Please don’t mistake this as an apologia for officials who don’t know what they’re doing. There are some of those, just as there are some officials who have been in office beyond their retire-by date. I wish they knew who they are. 

There are all sorts of reasons why people run for office or ask to be appointed to an office. In general, these folks seek only to serve. They have skills they’d like to share for the betterment of our town. As volunteers.

Who are those folks? Us. You and me. Your neighbors, maybe your friends. They are among the 16,232 registered voters in our town, like most of you reading this. And if you are among those 16,232, you could be among them. All you have to do is figure out what you’d like to do for Marblehead, run for office yourself, or apply for one of those many empty volunteer jobs.

Of course, there are those who run, or apply, because they have one axe or another to grind, and some who seem to get off on the perceived (if to this writer imperceptible) perks of wielding some form of power over others. Fortunately, even if they get elected or appointed, most of that type doesn’t last long, and when they finally leave you can hear the collective sigh of relief from Fort Sewall to Tedesco. 

Admittedly, most of these jobs are thankless. Take the Zoning Board of Appeals. Please. I served on the ZBA for several years, first as an alternate and then as secretary.

Serving on the ZBA takes a lot of work. Learning the town’s by-laws and state precedents, carefully reviewing applications, visiting properties, listening to homeowners defend their right to build additions, garages, sheds, new construction, and then listening to neighbors lambasting those homeowners because the proposal would negatively impact their property in some way. 

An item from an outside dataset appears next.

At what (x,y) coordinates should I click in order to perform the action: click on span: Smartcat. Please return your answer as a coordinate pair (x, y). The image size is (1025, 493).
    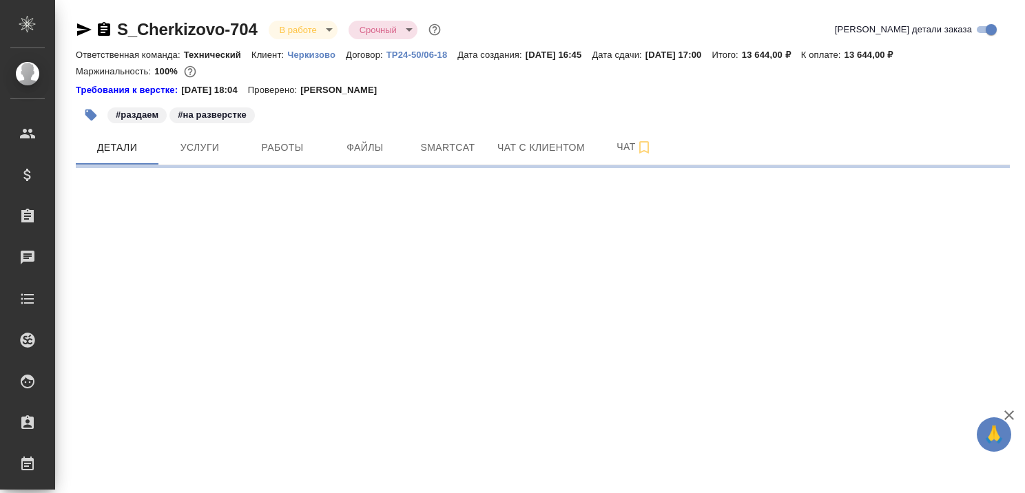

Many folks come to town believing that once they buy a property, they can do anything they want with it and are horrified at town by-laws that set limits on their hopes, dreams and divine rights. Conversely, there are folks who can’t conceive of any change whatsoever in their neighborhood, so they oppose everything. We won’t get into big, controversial projects except to say this: Yelling “the fix is in” at a ZBA meeting betrays a serious break with the reality of government as it’s run here. 

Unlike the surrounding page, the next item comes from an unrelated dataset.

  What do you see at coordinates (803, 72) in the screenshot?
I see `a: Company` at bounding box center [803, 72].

So, yeah, look under “thankless jobs” in the dictionary and “serving on the Marblehead ZBA” is listed first. 

Sadly, ZBA is not alone. Pretty much every other town board, committee and commission is listed there as well. 

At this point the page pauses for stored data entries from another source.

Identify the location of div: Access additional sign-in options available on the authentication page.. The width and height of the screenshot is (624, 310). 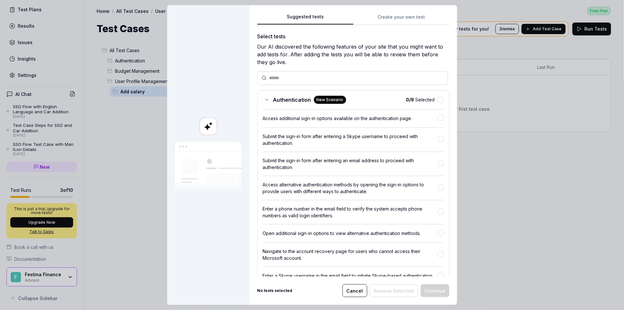
(350, 118).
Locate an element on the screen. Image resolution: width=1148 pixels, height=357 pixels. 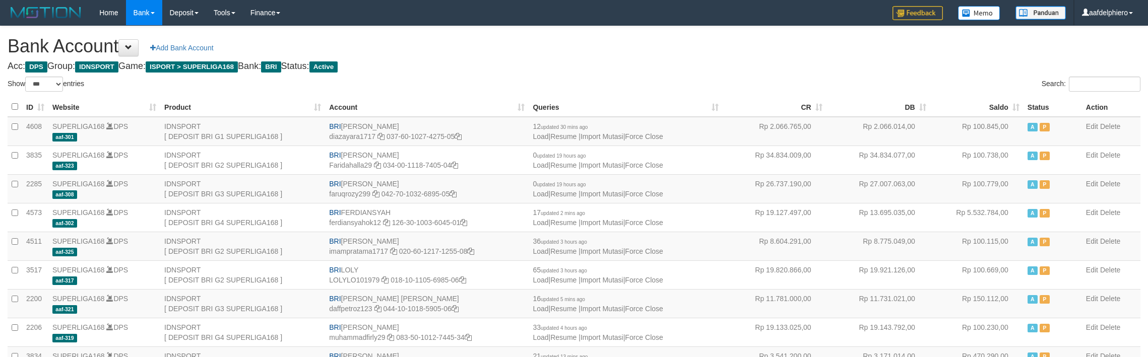
td: Rp 100.115,00 is located at coordinates (977, 246).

What is it about taking on a thankless, unpaid job that makes our fellow residents start disagreeing disagreeably about the way the job is being done? What motivates a person to start a social media page whose main purpose is to criticize the way anything is done in 01945? And after living here only 10 years?

What motivates a person to stalk away mad after convincingly losing an election and devote the rest of their natural life to claiming that the town should “pay the price” for re-electing the “old” folks they disagree with? What motivates a (very) small number of disagreeable people to organize a group with the main goal of upending every municipal institution in town because they disagree with them? 

Do any of these disagreeables think carefully about the services our town offers for our tax dollars? Do they ever compare those services against those of surrounding towns with considerably higher tax rates? Do they ever do more than come up with long lists of grievances combined with precious few effective solutions? 

Democracy in our not-so-small seacoast town has always been a little cranky. Study Marblehead history and be amazed at the things voters have turned down — for one, Benjamin Abbot’s bequest to build what is now Abbot Hall was initially rejected.  

What’s kept the town running remarkably smoothly over these nearly 400 years is that reason has won out over unreasonableness. When things go wrong, volunteers in elected and appointed office have worked together to make things right. If they kept getting it wrong, they got voted out, or new volunteers got appointed. 

Replaced by whom? By people like us, volunteers who take the risk of putting in the work of devoting their skills to making the town work better. In other words, putting their work where their mouths are. Disagreeing without being disagreeable. Becoming part of the solution. Realizing that there is no “them,” but only “us.”